YEAR: 1086 HUNDRED: Amounderness COUNTY: Yorkshire

The settlement of High Newton is recorded in William I’s Domesday survey of 1086, entered under the hundred of Amounderness in Yorkshire.

Other Settlements in Amounderness

The Meaning of the Name

The name High Newton is of Anglo-Saxon origin. Its final element derives from the Old English word tūn, a farmstead or village, while the first element appears to represent the new. Taken together the name probably meant something close to ’the new farmstead’.

Remarkably, the name has changed little since 1086, when the Domesday scribes wrote it as High Newton.

Listed Buildings Near High Newton

Historic England records 5 listed buildings within about a mile of High Newton. Listing protects structures of special architectural or historic interest, graded I (exceptional), II* (particularly important) and II.

Grade II

High Newton Today

Today High Newton lies within the administrative area of Lindale and Newton-in-Cartmel.

Read more about modern High Newton on Wikipedia .

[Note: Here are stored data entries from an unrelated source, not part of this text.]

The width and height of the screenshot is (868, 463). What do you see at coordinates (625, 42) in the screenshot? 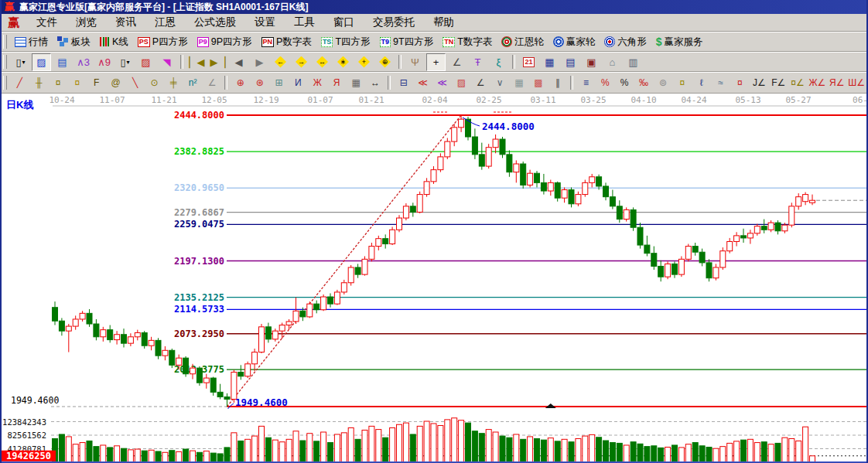
I see `hexagon-button: 六角形` at bounding box center [625, 42].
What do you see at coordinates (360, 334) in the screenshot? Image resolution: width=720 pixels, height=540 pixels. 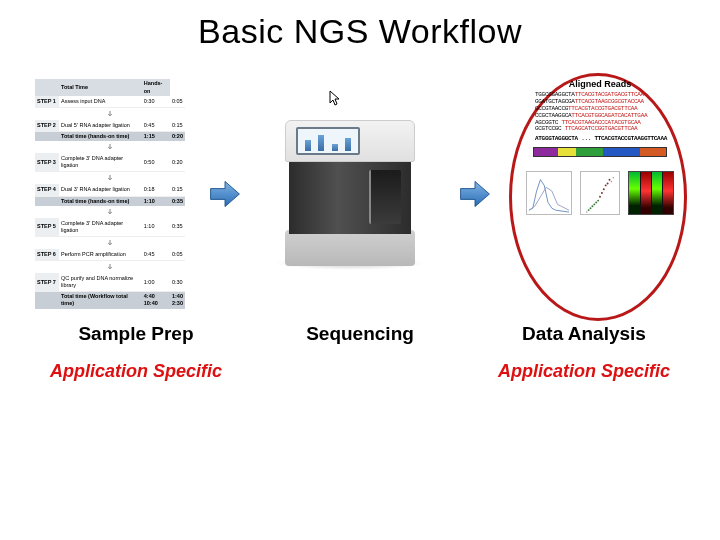 I see `label-sequencing: Sequencing` at bounding box center [360, 334].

Nearby Domesday Settlements

Other places recorded in the 1086 survey within a few miles:

Heritage Around [High] Newton

Photographs of churches, listed buildings and monuments in the vicinity, contributed by volunteers to the Geograph project and reused here under a Creative Commons licence.

Remains of a tower on Newton Fell
Remains of a tower on Newton Fell (2009)
© David Brown · Geograph · CC BY-SA 2.0
Tower on Newton Fell
Tower on Newton Fell (2010)
© Michael Graham · Geograph · CC BY-SA 2.0
Clock Tower Castlehead Field Centre Lindale
Clock Tower Castlehead Field Centre Lindale (2007)
© R Greenhalgh · Geograph · CC BY-SA 2.0

Images © their respective photographers, licensed under CC BY-SA 2.0 and reused here with attribution. Photographs depict listed buildings, churches and monuments near this settlement and may show neighbouring villages.

Location

54.2435°N, -2.9131°W · Amounderness hundred, Yorkshire

View larger map on OpenStreetMap →

Data derived from the Open Domesday project (opendomesday.org), based on the Domesday Book dataset compiled by Professor J.J.N. Palmer and team. The Domesday Book (1086) is in the public domain.